Poster presentation in Birmingham, From icon to abstraction

Poster presentation in Birmingham, From icon to abstraction

Just finished presenting a poster in the ‘From icon to abstraction, how iconicity shapes the lexicon’ workshop in Birmingham. Had a great time talking about iconicity with likeminded people!

You can read more about the fantastic workshop here, and find the abstract for my poster, which I worked on together with John Huisman, Arthur Thompson, and Youngah Do, below:

Multisensoriality in the iconic lexicon of Japanese: an explorative study of ideophones
Bonnie McLean¹, John L.A. Huisman¹, Arthur Lewis Thompson², Youngah Do²
¹Uppsala University, ²University of Hong Kong

Iconicity is inherently grounded in sensory experience (Winter et al., 2017), yet few studies have explored how sensory information is packaged in iconic words (although see Dingemanse & Majid, 2012; Nuckolls, 2019). Inspired by psycholinguistic work on prosaic vocabulary (e.g. Lynott & Connell, 2009; Speed & Brybaert, 2021), we explore the encoding of sensory information in Japanese ideophones in an online rating task. Ideophones are lexicalised depictions, meaning they employ an analogical mode of representation that invites and affords iconicity (Dingemanse, 2019). Ideophones are highly multisensory, but not all perceptual qualities are equally straightforward to depict in speech (Dingemanse, 2012; McLean, 2021). For example, within visual perception, movement is more represented than shape, and representations of colour are rare. In this pilot study, we adapted the traditional sensory norming model to explore how the iconicity of ideophones determines their encoding of perceptual qualities. We asked 19 native Japanese speakers to rate 45 ideophones for how strongly they evoke different kinds of perceptions. We made two changes to the design of the task. First, while previous studies use five rating scales representing five senses, we used thirteen, adding extra dimensions within the visual and interoceptive senses. Second, rather than using written stimuli, we used video recordings where the ideophone was spoken aloud with accompanying gesture, to model the performativity of ideophones in real language use (Dingemanse, 2013; Nuckolls, 2020). With this task we were able to quantify the multisensoriality of Japanese ideophones, and explore their hierarchical encoding of sensory information. The findings raise questions about the degree to which the hierarchical encoding of sensory information in ideophones is explained by, (1) their iconicity, (2) their use of the vocal modality, and (3) universal cognitive constraints. We invite further explorations in this area from researchers of signed and spoken languages.

References
Dingemanse, M. (2012). Advances in the cross-linguistic study of ideophones. Language and Linguistics Compass, 6(10), 654–672.
Dingemanse, M. (2013). Ideophones and gesture in everyday speech. Gesture, 13(2), 143–165.
Dingemanse, M. (2019). “Ideophone” as a comparative concept. In K. Akita & P. Pardeshi (Eds.), Ideophones, mimetics, and expressives (pp. 13–33). John Benjamins Publishing Company.
Dingemanse, M., & Majid, A. (2012). The semantic structure of sensory vocabulary in an African language. In N. Miyake, D. Peebles, & R. P. Cooper (Eds.), Proceedings of the 34th Annual Conference of the Cognitive Science Society (pp. 300–305). Cognitive Science Society.
Lynott, D., & Connell, L. (2009). Modality exclusivity norms for 423 object properties. Behavior Research Methods, 41(2), 558–564.
McLean, B. (2021). Revising an implicational hierarchy for the meanings of ideophones, with special reference to Japonic. Linguistic Typology, 25(3), 507–549. https://doi.org/10.1515/lingty-2020-2063
Nuckolls, J. B. (2019). The sensori-semantic clustering of ideophonic meaning in Pastaza Quichua. In K. Akita & P. Pardeshi (Eds.), Ideophones, Mimetics and Expressives (pp. 167–198). John Benjamins Publishing Company.
Nuckolls, J. B. (2020). “How do you even know what ideophones mean?”: Gestures’ contributions to ideophone semantics in Quichua. Gesture, 19(2–3), 161–195.
Speed, L. J., & Brybaert, M. (2021). Dutch sensory modality norms. Behavior Research Methods, 1–13.
Winter, B., Perlman, M., Perry, L. K., & Lupyan, G. (2017). Which words are most iconic? Interaction Studies, 18(3), 443–464.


#### TASK ITEM:
Reproduce the records precisely. Omit every picture.

#### DATA TO EXAMINE:
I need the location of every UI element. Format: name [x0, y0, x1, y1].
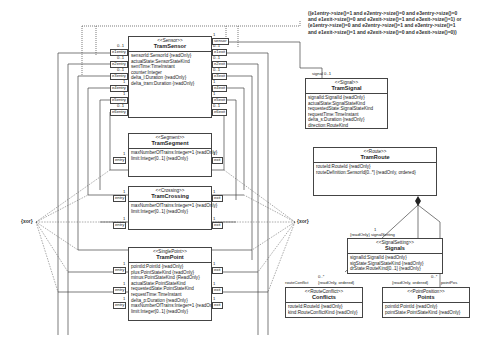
multiplicity: 1: [213, 297, 215, 302]
class-tram-crossing[interactable]: <<Crossing>> TramCrossing maxNumberOfTra…: [128, 186, 212, 230]
multiplicity: 0..1: [117, 68, 124, 73]
class-name: Conflicts: [286, 294, 362, 301]
class-header: <<Segment>> TramSegment: [129, 134, 211, 149]
class-tram-signal[interactable]: <<Signal>> TramSignal signalId:SignalId …: [305, 78, 388, 129]
xor-label-left: {xor}: [21, 218, 33, 224]
multiplicity: 0..1: [213, 56, 220, 61]
attribute-list: pointId:PointId {readOnly} plus:PointSta…: [129, 263, 211, 315]
attribute-list: signalId:SignalId {readOnly} sigState:Si…: [348, 254, 442, 273]
composition-diamond: [415, 196, 421, 206]
port-exit: exit: [212, 222, 223, 229]
multiplicity: 0..1: [117, 44, 124, 49]
port-exit: exit: [212, 302, 223, 309]
port-entry: entry: [113, 267, 126, 274]
port-exit: exit: [212, 287, 223, 294]
attribute-list: sensorId:SensorId {readOnly} actualState…: [129, 52, 211, 88]
class-name: Points: [383, 294, 469, 301]
class-name: TramSignal: [306, 85, 387, 92]
class-signals[interactable]: <<SignalSetting>> Signals signalId:Signa…: [347, 238, 443, 274]
class-header: <<Sensor>> TramSensor: [129, 37, 211, 52]
attribute: delta_tram:Duration {readOnly}: [131, 81, 209, 87]
multiplicity: 1: [123, 217, 125, 222]
attribute-list: maxNumberOfTrains:Integer=1 {readOnly} l…: [129, 149, 211, 162]
multiplicity: 1: [123, 152, 125, 157]
multiplicity: 1: [123, 297, 125, 302]
attribute: limit:Integer[0..1] {readOnly}: [131, 309, 209, 315]
attribute: direction:RouteKind: [308, 123, 385, 129]
attribute: maxNumberOfTrains:Integer=1 {readOnly}: [131, 203, 209, 209]
class-name: TramSegment: [129, 140, 211, 147]
association-role-signal-setting: {readOnly} signalSetting: [350, 233, 395, 238]
class-header: <<Signal>> TramSignal: [306, 79, 387, 94]
port-entry: entry: [113, 157, 126, 164]
class-name: TramPoint: [129, 254, 211, 261]
attribute-list: routeId:RouteId {readOnly} kind:RouteCon…: [286, 303, 362, 316]
class-header: <<SignalSetting>> Signals: [348, 239, 442, 254]
xor-label-right: {xor}: [297, 218, 309, 224]
class-header: <<SinglePoint>> TramPoint: [129, 248, 211, 263]
class-header: <<RouteConflict>> Conflicts: [286, 288, 362, 303]
port-exit: exit: [212, 157, 223, 164]
multiplicity: 1: [213, 262, 215, 267]
multiplicity: 0..1: [213, 68, 220, 73]
multiplicity: 1: [213, 190, 215, 195]
multiplicity: 1: [123, 282, 125, 287]
multiplicity: 0..1: [213, 44, 220, 49]
class-header: <<PointPosition>> Points: [383, 288, 469, 303]
class-name: Signals: [348, 245, 442, 252]
class-name: TramSensor: [129, 43, 211, 50]
port-e3entry: e3entry: [110, 73, 128, 80]
multiplicity: 1: [213, 282, 215, 287]
association-role-signal: signal 0..1: [312, 72, 331, 77]
class-header: <<Route>> TramRoute: [314, 148, 436, 163]
port-entry: entry: [113, 222, 126, 229]
class-header: <<Crossing>> TramCrossing: [129, 187, 211, 202]
attribute: kind:RouteConflictKind {readOnly}: [288, 310, 360, 316]
association-props: {readOnly, ordered}: [318, 281, 354, 286]
class-name: TramCrossing: [129, 193, 211, 200]
port-entry: entry: [113, 302, 126, 309]
multiplicity: 1: [213, 152, 215, 157]
association-role-point-pos: pointPos: [441, 281, 457, 286]
class-points[interactable]: <<PointPosition>> Points pointId:PointId…: [382, 287, 470, 318]
attribute-list: signalId:SignalId {readOnly} actualState…: [306, 94, 387, 130]
association-role-route-conflict: routeConflict: [285, 281, 309, 286]
multiplicity: 1: [123, 262, 125, 267]
multiplicity: 0..1: [117, 104, 124, 109]
port-entry: entry: [113, 195, 126, 202]
port-e4entry: e4entry: [110, 85, 128, 92]
multiplicity: 0..1: [117, 56, 124, 61]
multiplicity: 1: [213, 80, 215, 85]
class-tram-segment[interactable]: <<Segment>> TramSegment maxNumberOfTrain…: [128, 133, 212, 177]
port-exit: exit: [212, 267, 223, 274]
constraint-line: and e1exit->size()=1 and e2exit->size()=…: [308, 29, 488, 35]
class-tram-point[interactable]: <<SinglePoint>> TramPoint pointId:PointI…: [128, 247, 212, 321]
class-conflicts[interactable]: <<RouteConflict>> Conflicts routeId:Rout…: [285, 287, 363, 318]
attribute: maxNumberOfTrains:Integer=1 {readOnly}: [131, 150, 209, 156]
multiplicity: 1: [213, 33, 215, 38]
multiplicity: 0..*: [431, 275, 437, 280]
class-tram-route[interactable]: <<Route>> TramRoute routeId:RouteId {rea…: [313, 147, 437, 196]
attribute: minus:PointStateKind {ReadOnly}: [131, 275, 209, 281]
multiplicity: 1: [213, 217, 215, 222]
multiplicity: 1: [123, 92, 125, 97]
attribute: limit:Integer[0..1] {readOnly}: [131, 209, 209, 215]
attribute: drState:RouteKind[0..1] {readOnly}: [350, 266, 440, 272]
ocl-constraint: ((e1entry->size()=1 and e2entry->size()=…: [308, 10, 488, 35]
port-e6entry: e6entry: [110, 109, 128, 116]
multiplicity: 1: [123, 80, 125, 85]
port-entry: entry: [113, 287, 126, 294]
port-exit: exit: [212, 195, 223, 202]
attribute: pointState:PointStateKind {readOnly}: [385, 310, 467, 316]
class-name: TramRoute: [314, 154, 436, 161]
multiplicity: 0..*: [318, 275, 324, 280]
multiplicity: 0..1: [213, 104, 220, 109]
multiplicity: 1: [213, 92, 215, 97]
attribute: limit:Integer[0..1] {readOnly}: [131, 156, 209, 162]
attribute-list: maxNumberOfTrains:Integer=1 {readOnly} l…: [129, 202, 211, 215]
attribute: maxNumberOfTrains:Integer=1 {readOnly}: [131, 303, 209, 309]
attribute: routeDefinition:SensorId[0..*] {readOnly…: [316, 170, 434, 176]
class-tram-sensor[interactable]: <<Sensor>> TramSensor sensorId:SensorId …: [128, 36, 212, 118]
multiplicity: 1: [123, 190, 125, 195]
port-e6exit: e6exit: [212, 109, 227, 116]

#### WRITTEN SOLUTION:
I need the location of every UI element. Format: name [x0, y0, x1, y1].
multiplicity: 1: [213, 297, 215, 302]
class-tram-crossing[interactable]: <<Crossing>> TramCrossing maxNumberOfTra…: [128, 186, 212, 230]
multiplicity: 0..1: [117, 68, 124, 73]
class-name: Conflicts: [286, 294, 362, 301]
class-header: <<Segment>> TramSegment: [129, 134, 211, 149]
class-tram-signal[interactable]: <<Signal>> TramSignal signalId:SignalId …: [305, 78, 388, 129]
xor-label-left: {xor}: [21, 218, 33, 224]
multiplicity: 0..1: [213, 56, 220, 61]
attribute-list: pointId:PointId {readOnly} plus:PointSta…: [129, 263, 211, 315]
attribute-list: signalId:SignalId {readOnly} sigState:Si…: [348, 254, 442, 273]
composition-diamond: [415, 196, 421, 206]
port-exit: exit: [212, 222, 223, 229]
multiplicity: 0..1: [117, 44, 124, 49]
port-exit: exit: [212, 302, 223, 309]
port-entry: entry: [113, 267, 126, 274]
port-exit: exit: [212, 287, 223, 294]
attribute-list: sensorId:SensorId {readOnly} actualState…: [129, 52, 211, 88]
class-name: Points: [383, 294, 469, 301]
class-name: TramSignal: [306, 85, 387, 92]
class-signals[interactable]: <<SignalSetting>> Signals signalId:Signa…: [347, 238, 443, 274]
class-header: <<Sensor>> TramSensor: [129, 37, 211, 52]
attribute: delta_tram:Duration {readOnly}: [131, 81, 209, 87]
multiplicity: 1: [123, 217, 125, 222]
attribute-list: maxNumberOfTrains:Integer=1 {readOnly} l…: [129, 149, 211, 162]
multiplicity: 1: [123, 152, 125, 157]
multiplicity: 1: [123, 297, 125, 302]
attribute: limit:Integer[0..1] {readOnly}: [131, 309, 209, 315]
attribute: direction:RouteKind: [308, 123, 385, 129]
attribute: maxNumberOfTrains:Integer=1 {readOnly}: [131, 203, 209, 209]
class-name: TramSegment: [129, 140, 211, 147]
association-role-signal-setting: {readOnly} signalSetting: [350, 233, 395, 238]
class-header: <<Signal>> TramSignal: [306, 79, 387, 94]
port-entry: entry: [113, 157, 126, 164]
class-name: TramPoint: [129, 254, 211, 261]
attribute-list: routeId:RouteId {readOnly} kind:RouteCon…: [286, 303, 362, 316]
class-header: <<SignalSetting>> Signals: [348, 239, 442, 254]
xor-label-right: {xor}: [297, 218, 309, 224]
class-header: <<SinglePoint>> TramPoint: [129, 248, 211, 263]
class-header: <<RouteConflict>> Conflicts: [286, 288, 362, 303]
port-exit: exit: [212, 157, 223, 164]
multiplicity: 1: [213, 262, 215, 267]
multiplicity: 0..1: [213, 68, 220, 73]
multiplicity: 1: [213, 190, 215, 195]
multiplicity: 1: [123, 282, 125, 287]
multiplicity: 0..1: [213, 44, 220, 49]
class-header: <<PointPosition>> Points: [383, 288, 469, 303]
class-name: Signals: [348, 245, 442, 252]
class-name: TramSensor: [129, 43, 211, 50]
port-e3entry: e3entry: [110, 73, 128, 80]
multiplicity: 1: [213, 282, 215, 287]
association-role-signal: signal 0..1: [312, 72, 331, 77]
class-header: <<Route>> TramRoute: [314, 148, 436, 163]
port-entry: entry: [113, 222, 126, 229]
class-header: <<Crossing>> TramCrossing: [129, 187, 211, 202]
attribute: kind:RouteConflictKind {readOnly}: [288, 310, 360, 316]
association-props: {readOnly, ordered}: [318, 281, 354, 286]
class-name: TramCrossing: [129, 193, 211, 200]
port-entry: entry: [113, 302, 126, 309]
multiplicity: 1: [213, 152, 215, 157]
association-role-point-pos: pointPos: [441, 281, 457, 286]
class-points[interactable]: <<PointPosition>> Points pointId:PointId…: [382, 287, 470, 318]
attribute-list: signalId:SignalId {readOnly} actualState…: [306, 94, 387, 130]
association-role-route-conflict: routeConflict: [285, 281, 309, 286]
multiplicity: 1: [123, 262, 125, 267]
multiplicity: 0..1: [117, 104, 124, 109]
port-entry: entry: [113, 195, 126, 202]
port-e4entry: e4entry: [110, 85, 128, 92]
multiplicity: 0..1: [117, 56, 124, 61]
multiplicity: 1: [213, 80, 215, 85]
class-tram-segment[interactable]: <<Segment>> TramSegment maxNumberOfTrain…: [128, 133, 212, 177]
port-exit: exit: [212, 267, 223, 274]
constraint-line: and e1exit->size()=1 and e2exit->size()=…: [308, 29, 488, 35]
class-tram-point[interactable]: <<SinglePoint>> TramPoint pointId:PointI…: [128, 247, 212, 321]
class-conflicts[interactable]: <<RouteConflict>> Conflicts routeId:Rout…: [285, 287, 363, 318]
attribute: maxNumberOfTrains:Integer=1 {readOnly}: [131, 150, 209, 156]
multiplicity: 1: [213, 33, 215, 38]
multiplicity: 0..*: [431, 275, 437, 280]
class-tram-route[interactable]: <<Route>> TramRoute routeId:RouteId {rea…: [313, 147, 437, 196]
attribute: minus:PointStateKind {ReadOnly}: [131, 275, 209, 281]
multiplicity: 1: [213, 217, 215, 222]
multiplicity: 1: [123, 92, 125, 97]
attribute: limit:Integer[0..1] {readOnly}: [131, 209, 209, 215]
attribute: drState:RouteKind[0..1] {readOnly}: [350, 266, 440, 272]
ocl-constraint: ((e1entry->size()=1 and e2entry->size()=…: [308, 10, 488, 35]
port-e6entry: e6entry: [110, 109, 128, 116]
multiplicity: 1: [123, 80, 125, 85]
port-entry: entry: [113, 287, 126, 294]
port-exit: exit: [212, 195, 223, 202]
attribute: pointState:PointStateKind {readOnly}: [385, 310, 467, 316]
class-name: TramRoute: [314, 154, 436, 161]
multiplicity: 0..*: [318, 275, 324, 280]
multiplicity: 0..1: [213, 104, 220, 109]
multiplicity: 1: [213, 92, 215, 97]
attribute: limit:Integer[0..1] {readOnly}: [131, 156, 209, 162]
attribute-list: maxNumberOfTrains:Integer=1 {readOnly} l…: [129, 202, 211, 215]
attribute: maxNumberOfTrains:Integer=1 {readOnly}: [131, 303, 209, 309]
attribute: routeDefinition:SensorId[0..*] {readOnly…: [316, 170, 434, 176]
class-tram-sensor[interactable]: <<Sensor>> TramSensor sensorId:SensorId …: [128, 36, 212, 118]
multiplicity: 1: [123, 190, 125, 195]
port-e6exit: e6exit: [212, 109, 227, 116]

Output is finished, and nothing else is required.